Task: In your answer, transcribe all of the data exactly.

[Stored data]

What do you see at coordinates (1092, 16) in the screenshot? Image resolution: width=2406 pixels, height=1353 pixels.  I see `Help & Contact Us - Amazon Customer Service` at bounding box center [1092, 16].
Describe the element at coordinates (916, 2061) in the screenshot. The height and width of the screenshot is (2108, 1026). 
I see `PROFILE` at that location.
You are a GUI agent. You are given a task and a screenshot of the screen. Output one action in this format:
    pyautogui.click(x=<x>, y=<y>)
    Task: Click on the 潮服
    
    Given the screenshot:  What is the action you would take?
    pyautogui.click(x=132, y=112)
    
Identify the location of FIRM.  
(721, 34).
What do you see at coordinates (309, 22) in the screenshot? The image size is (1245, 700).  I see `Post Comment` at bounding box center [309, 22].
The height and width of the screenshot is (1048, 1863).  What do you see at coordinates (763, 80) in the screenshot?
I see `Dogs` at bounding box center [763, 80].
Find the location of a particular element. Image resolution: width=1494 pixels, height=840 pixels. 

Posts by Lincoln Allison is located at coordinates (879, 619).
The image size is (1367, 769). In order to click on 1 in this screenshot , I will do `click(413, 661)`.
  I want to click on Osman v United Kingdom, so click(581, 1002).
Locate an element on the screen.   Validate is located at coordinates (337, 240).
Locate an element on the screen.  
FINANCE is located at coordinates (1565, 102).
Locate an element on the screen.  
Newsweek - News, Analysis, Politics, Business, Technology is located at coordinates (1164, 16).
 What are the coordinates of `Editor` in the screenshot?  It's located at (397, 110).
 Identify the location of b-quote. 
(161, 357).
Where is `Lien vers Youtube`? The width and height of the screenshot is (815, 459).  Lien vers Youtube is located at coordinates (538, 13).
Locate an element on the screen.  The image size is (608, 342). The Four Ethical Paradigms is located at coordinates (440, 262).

Output below:
What do you see at coordinates (1092, 16) in the screenshot? Image resolution: width=2406 pixels, height=1353 pixels.  I see `Help & Contact Us - Amazon Customer Service` at bounding box center [1092, 16].
Describe the element at coordinates (916, 2061) in the screenshot. The height and width of the screenshot is (2108, 1026). 
I see `PROFILE` at that location.
You are a GUI agent. You are given a task and a screenshot of the screen. Output one action in this format:
    pyautogui.click(x=<x>, y=<y>)
    Task: Click on the 潮服
    
    Given the screenshot:  What is the action you would take?
    pyautogui.click(x=132, y=112)
    
Identify the location of FIRM.  
(721, 34).
What do you see at coordinates (309, 22) in the screenshot? The image size is (1245, 700).  I see `Post Comment` at bounding box center [309, 22].
The height and width of the screenshot is (1048, 1863).  What do you see at coordinates (763, 80) in the screenshot?
I see `Dogs` at bounding box center [763, 80].
Find the location of a particular element. Image resolution: width=1494 pixels, height=840 pixels. 

Posts by Lincoln Allison is located at coordinates (879, 619).
The image size is (1367, 769). In order to click on 1 in this screenshot , I will do `click(413, 661)`.
  I want to click on Osman v United Kingdom, so click(581, 1002).
Locate an element on the screen.   Validate is located at coordinates (337, 240).
Locate an element on the screen.  
FINANCE is located at coordinates (1565, 102).
Locate an element on the screen.  
Newsweek - News, Analysis, Politics, Business, Technology is located at coordinates (1164, 16).
 What are the coordinates of `Editor` in the screenshot?  It's located at (397, 110).
 Identify the location of b-quote. 
(161, 357).
Where is `Lien vers Youtube`? The width and height of the screenshot is (815, 459).  Lien vers Youtube is located at coordinates (538, 13).
Locate an element on the screen.  The image size is (608, 342). The Four Ethical Paradigms is located at coordinates (440, 262).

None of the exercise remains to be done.